If you're only ever going to get one disc of the music of Gustav Holst, one of them should be a recording of The Planets. Brilliantly scored, wonderfully evocative, and wholly memorable, The Planets is justly Holst's most popular work and there have been dozens of great recordings of the work from the first
Boult to the last. But if you're looking to try a second disc of the music of Gustav Holst, try this one from 1994 by
Richard Hickox conducting the
London Symphony Orchestra on Chandos. The Lyrita recordings were swell in their day, but for a modern recording of convincing performances of Holst's best orchestral works that aren't The Planets, this disc has got the goods. The
London Symphony Orchestra plays as well as it ever has, which is to say, superbly.

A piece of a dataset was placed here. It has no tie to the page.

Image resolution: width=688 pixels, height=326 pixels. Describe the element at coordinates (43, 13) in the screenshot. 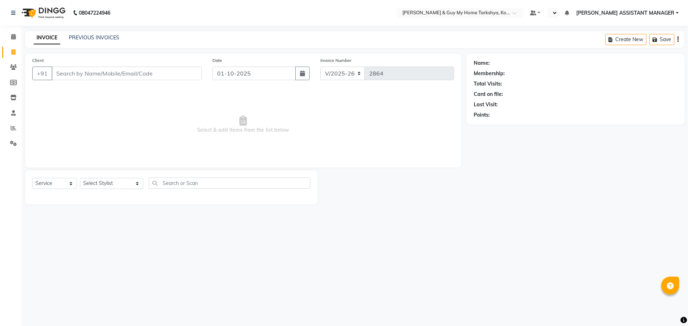

I see `img: logo` at that location.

Hickox conducts with sympathy and strength and he holds the
L.S.O. in the palm of his hand. Together,
Hickox and the
L.S.O. play Holst's A Fugal Overture with panache and élan, his A Somerset Rhapsody with pastoral intensity, and his Scherzo with wit and vivacity. Best of all, they play Egdon Heath -- Holst's most severe, most devastating, and certainly his greatest work -- with the massive gravity and concentrated cruelty that it deserves. The Hammersmith Prelude and Scherzo and the disc-closing, posthumously completed Capriccio are bright and delightful, if anti-climactic, after the fatalistic depths of the Egdon Heath. Chandos' sound is bottomless in the best sense of the word.